Question about alias and getOverloads

H. S. Teoh hsteoh at quickfur.ath.cx
Thu Jan 30 19:43:45 UTC 2020


On Thu, Jan 30, 2020 at 06:20:47PM +0000, uranuz via Digitalmars-d-learn wrote:
[...]
> 1. Why API for __traits(getOverloads) is so strange. Why I need to
> find parent for symbol myself and pass actual symbol name as string,
> but not actually pass a symbol itself?

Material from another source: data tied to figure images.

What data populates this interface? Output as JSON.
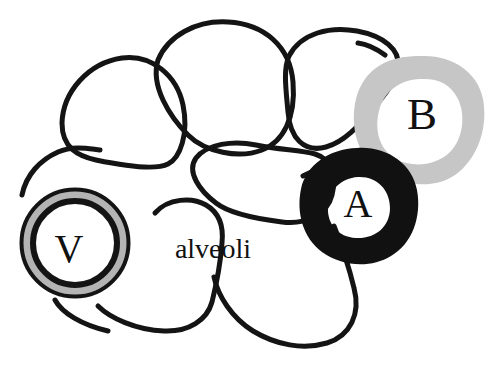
{
  "figure": {
    "kind": "hand-drawn anatomical line diagram",
    "width": 501,
    "height": 376,
    "background_color": "#ffffff"
  },
  "colors": {
    "ink": "#111111",
    "outline": "#141414",
    "gray_ring": "#c6c6c6",
    "vein_gray_ring": "#b4b4b4",
    "white": "#ffffff"
  },
  "labels": {
    "vein": "V",
    "artery": "A",
    "bronchiole": "B",
    "alveoli": "alveoli"
  },
  "label_positions": {
    "vein": {
      "x": 69,
      "y": 253,
      "font_size": 40
    },
    "artery": {
      "x": 358,
      "y": 213,
      "font_size": 40
    },
    "bronchiole": {
      "x": 424,
      "y": 124,
      "font_size": 44
    },
    "alveoli": {
      "x": 212,
      "y": 257,
      "font_size": 27
    }
  },
  "shapes": {
    "vein_ring": {
      "name": "vein-ring",
      "center": {
        "cx": 75,
        "cy": 243
      },
      "outer_radius": 56,
      "black_outer_width": 5,
      "gray_band_width": 6,
      "black_inner_width": 6
    },
    "artery_ring": {
      "name": "artery-ring",
      "center": {
        "cx": 359,
        "cy": 205
      },
      "outer_radius": 57,
      "inner_radius": 30,
      "fill": "#111111"
    },
    "bronchiole_ring": {
      "name": "bronchiole-ring",
      "center": {
        "cx": 421,
        "cy": 117
      },
      "outer_radius": 61,
      "inner_radius": 35,
      "fill": "#c6c6c6"
    }
  },
  "alveolus_sacs": [
    {
      "id": "sac-top-left",
      "name": "alveolus-top-left"
    },
    {
      "id": "sac-top-middle",
      "name": "alveolus-top-middle"
    },
    {
      "id": "sac-top-right",
      "name": "alveolus-top-right"
    },
    {
      "id": "sac-middle",
      "name": "alveolus-middle"
    },
    {
      "id": "sac-bottom-left",
      "name": "alveolus-bottom-left"
    },
    {
      "id": "sac-bottom-right",
      "name": "alveolus-bottom-right"
    }
  ]
}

It is very strange to me...

Actually, __traits was not intended to be used by end user code.  It's
supposed to be a raw, low-level interface into compiler internals, that
the standard library uses to implement a nicer user-facing API, i.e.,
std.traits.

Unfortunately, std.traits hasn't kept up with the proliferation of
__traits, and now we have pretty widespread use of __traits in user code
for doing things std.traits can't do, or can't do very well.

If you think __traits(getOverloads) is strange, wait till you see the
weird function parameter tuples that behave like tuples but actually
have extra information associated with them, but this information
"disappears" when you index the tuple or otherwise manipulate it like a
"normal" tuple.  Instead, to extract this information you must take
1-element slices of it.  Thankfully, this ugly mess is hidden behind
nicely-clothed citizens of std.traits, so user code rarely has to deal
with this craziness.

Arguably, any weird behaviours of __traits ought to be reason to file a
bug to add a nicer-behaving API to std.traits.  In fact, any __traits
that doesn't have a std.traits analogue arguably should be a bug.


> 2. Where in the documentation is mentioned that when I create alias to
> name that is a function or method that has overloads then this alias
> is actually an alias not only for the first or second or randomly
> selected overload in overload set, but an alias for all of overloads
> in set at the same time?
[...]

It's probably missing/incomplete documentation.  File a bug.


T

-- 
Change is inevitable, except from a vending machine.